Richard A. Grounds, Ph.D., is an enrolled member of the Mvskoke Nation of Oklahoma of Yuchi and Seminole heritage. He is the Executive Director of the Yuchi Language Project based in Sapulpa, Oklahoma, working with Yuchi Elders in creating new fluent speakers using immersion language methods. Under his leadership the Yuchi Language Project was recognized as the Outstanding Host for 2017 by the Tula Global Alliance for working with numerous international visitors over the years sponsored by the U.S. State Department, including Uighurs, Taiwanese, Mongolians, Brazilians, Indonesians, among numerous others. After completing his Ph.D. in the History of Religions at Princeton Theological Seminary, he taught at St. Olaf College and in the Anthropology Department at the University of Tulsa.

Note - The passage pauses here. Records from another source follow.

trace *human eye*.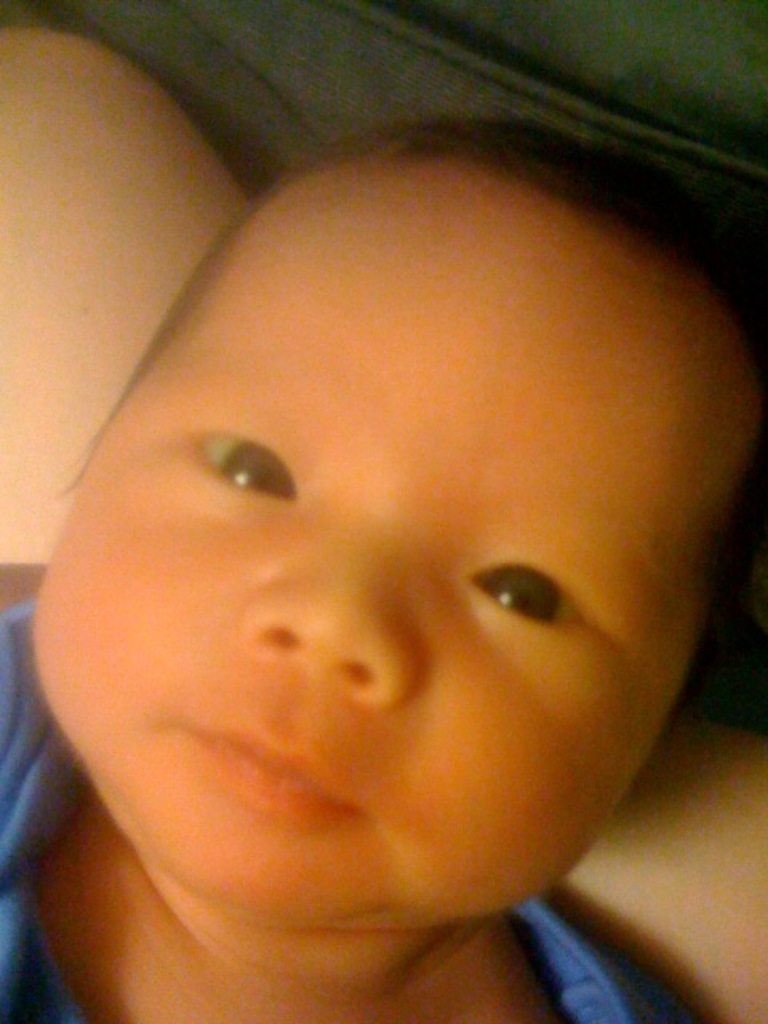
Traced to x1=184, y1=429, x2=286, y2=514.
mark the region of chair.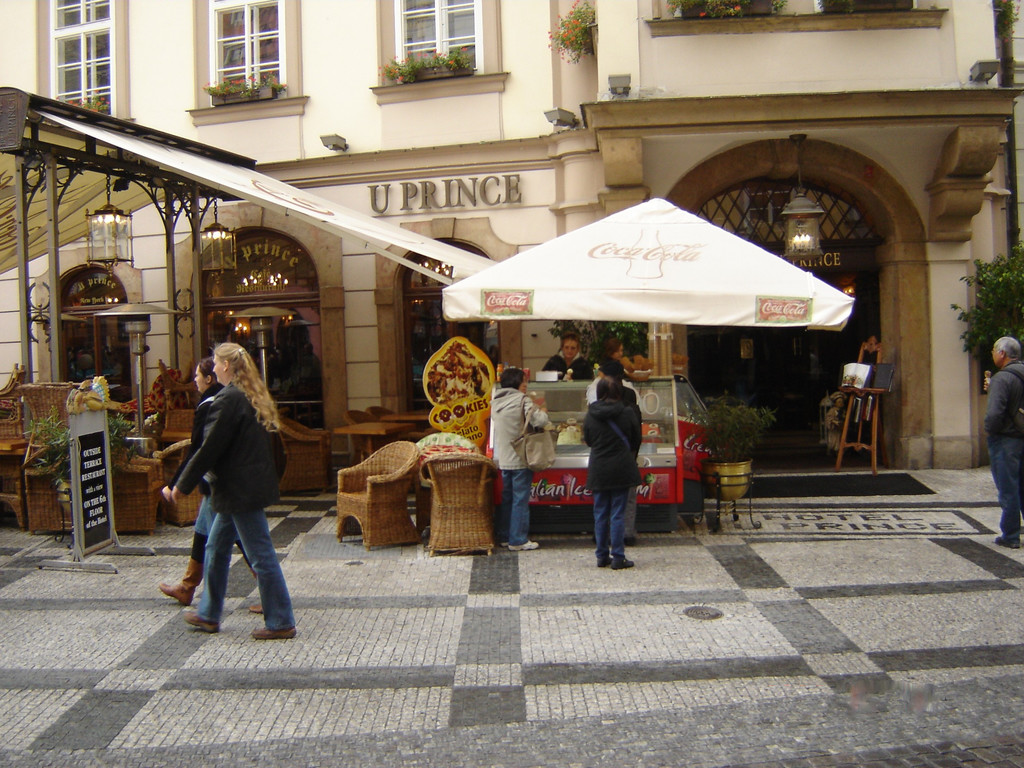
Region: box(0, 442, 60, 526).
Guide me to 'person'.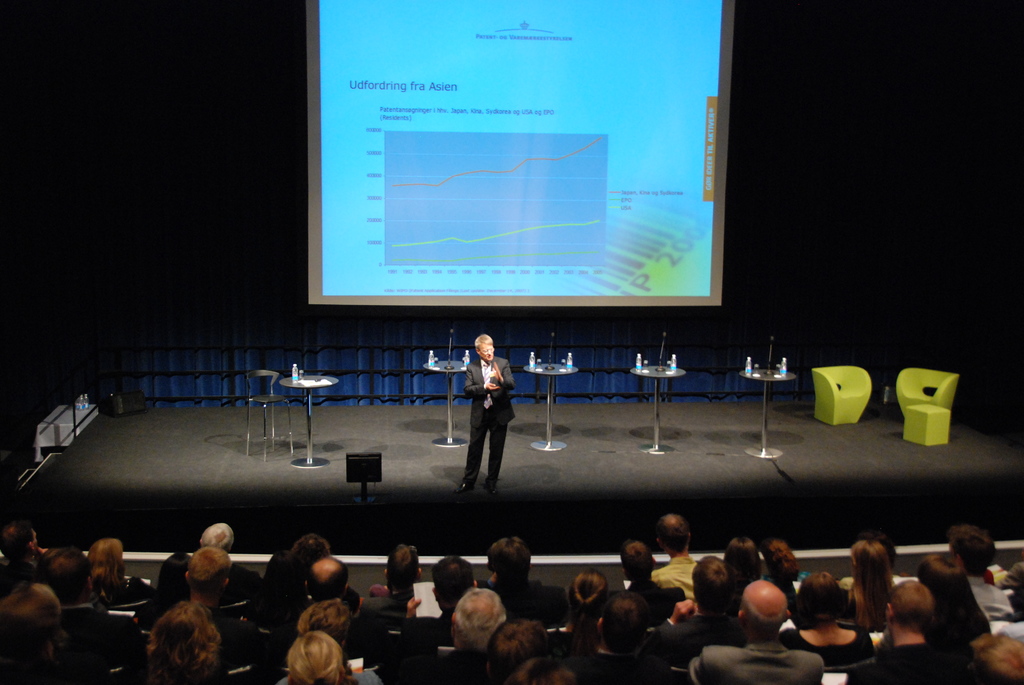
Guidance: region(82, 536, 130, 608).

Dr. Grounds has presented on Indigenous language issues at Stanford, Harvard, Haskell Indian Nations University, University of Arizona, Texas Christian University, University of San Carlos, Guatemala, University of Pennsylvania, and the University of Florida, among many other colleges. He has promoted Indigenous language issues for many years, presenting at the American Academy of Religion in Toronto in 2002, sponsoring a resolution passed by the World Council of Churches in 2005 to support Indigenous language rights, and calling for an International Year of Indigenous Languages while he was a member of the WCC Central Committee, serving as an invited presenter for the U.N. Permanent Forum on Indigenous Issues in 2008, presenting a keynote for the U.S. Department of Education NAM Directors in Washington, D.C. (2012), and co-chairing a panel on the UN International Year of Indigenous Languages at the Palais des Nations in Geneva for the Expert Mechanism on the Rights of Indigenous Peoples.

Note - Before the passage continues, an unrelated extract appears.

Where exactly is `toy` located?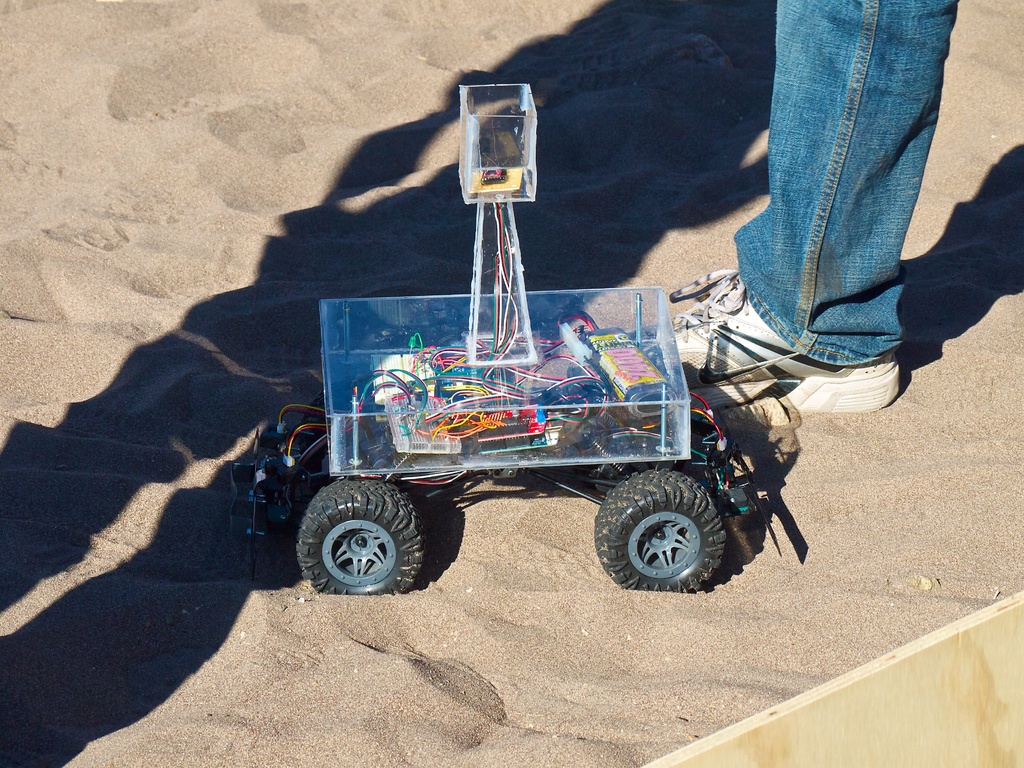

He is currently the chair of the Global Indigenous Languages Caucus and served as the Expert for the North American Region at the Expert Meeting on Indigenous Languages held by the U.N. Permanent Forum on Indigenous Issues in 2016. He served as convener for the University of Pennsylvania conference, "Native American Languages in Crisis: Academia, Technology and Smaller Language Communities," as a consultant for the Smithsonian's "Recovering Voices" Initiative, and as co-planner for the "National Native Language Revitalization Summit" in Washington, D.C. Dr. Grounds was the consistent voice calling for an International Year of Indigenous Languages since the beginning of the Permanent Forum on Indigenous Issues in 2002 which was declared by the UN General Assembly for 2019. He presented at the UN International Year of Indigenous Languages International Conference, in Yakutsk, Russia in far east Siberia, and participated in the 2020 planning meeting for the upcoming UN International Decade of Indigenous Languages in Mexico City.